TRSU board talks strategic planning, principal searches

By Shawn Cunningham
© 2021 Telegraph Publishing LLC

The Two Rivers Supervisory Union board meeting last Thursday fell just short of one hour and would have been shorter but for a lengthy discussion over scheduling a board retreat to work on a Strategic Operating Plan.

Superintendent Lauren Fierman explains the idea and the process of a strategic plan. Images courtesy of Okemo Valley TV

Superintendent Lauren Fierman told the board, “We need to know when we are setting up initiatives, what it will look like when they are successful and what the time frame for that is.” She noted that there is regular updating and revision of best practices and curriculum, but Fierman recommended setting up a committee of board members and others to look at “what we want our supervisory union and our districts to look like three to five years from now.”

Fierman said that by engineering this backward, the board would be looking at its ultimate goal, deciding how you will know when you reach the goal and finally planning on how to get to the goal. “That will mean we have all created a shared definition of success. Until we define the goal we are struggling for the direction,” Fierman said, adding that this lends transparency to the schools’ efforts so the community can see “something concrete” that is happening.

Board member Joe Fromberger says he is in favor of planning, but ‘don’t expect miracles.’

“To do that you’ll have to decide whether you want to see that happen in three pockets – the SU deciding something, each district deciding something or whether you want to have it happen in a more global way,” said Fierman who advocated for working from an SU level with sub-levels at the district and finally at each school.

She said that a first step would be “a discussion that goes beyond 10 or 15 minutes at a board meeting.”

Board member Joe Fromberger said that, in his experience, long-range plans get changed and not accomplished, but that doesn’t mean the schools shouldn’t have a plan. “Don’t expect miracles out of this process,” said Fromberger who suggested forming the committee after Town Meeting Day elections.

Based on Fromberger’s comment Fierman agreed that waiting to begin putting together a group might be the best course.

Testing up in air; guidance for sports under Covid, not for ‘recovery plan’

Fierman noted that the schools have not yet received a final word on whether standardized testing will be done this year. One purpose of such testing is accountability measures for some federal programs. Those were waived last year and may be waived again this spring but until that is known, the schools are planning for the “Smarter Balance” testing to happen in April and May.  Fierman said an answer is expected by the end of February.

When Fierman spoke on Thursday night she noted that, due to the Covid-19 pandemic, high school sports were still restricted to scrimmages within each school rather than inter-school competition but that she hoped new guidance would be forthcoming. In fact, at Gov. Phil Scott’s press conference on the following day, the state opened high school sports to competition between schools with limitations on the number of games per week and no spectators.

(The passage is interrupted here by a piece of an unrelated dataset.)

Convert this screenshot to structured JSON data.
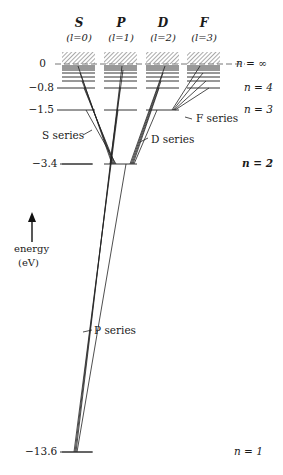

The SU will have to prepare a “recovery plan” for helping students to manage their mental health and academic progress as they return to school in the fall, but Fierman told the board the template for the plan is not expected from the Agency of Education until late this month or early March.

One principal search winds down, another is extended

Fierman said that on Feb. 1, the Ludlow-Mount Holly district had held an open forum with a candidate for the principal position at Ludlow Elementary ahead of an interview with the LMHUUSD board on Monday, Feb. 8. That board voted to hire the candidate, Cathy Farman, at that special meeting and will discuss a contract with her in executive session at its regular meeting on Wednesday, Feb. 10.

At the other end of the SU a search committee charged with filling the Green Mountain High principal post was made up of board members, teachers, administrators, parents and one student. The committee reviewed more than 20 applications including that of interim principal Michael Ripley and according to Fierman decided that the search would be reopened.

“The committee was looking for a candidate who demonstrated excellence in several areas including instructional leadership, organizational leadership and relationship building,” Fierman, told The Telegraph, “and while several candidates met that standard in some areas, no one had reached it across the board.”

Fierman said the search was still early enough in the year that good candidates could still be available to apply and noted that anyone who had applied in the previous round could apply again.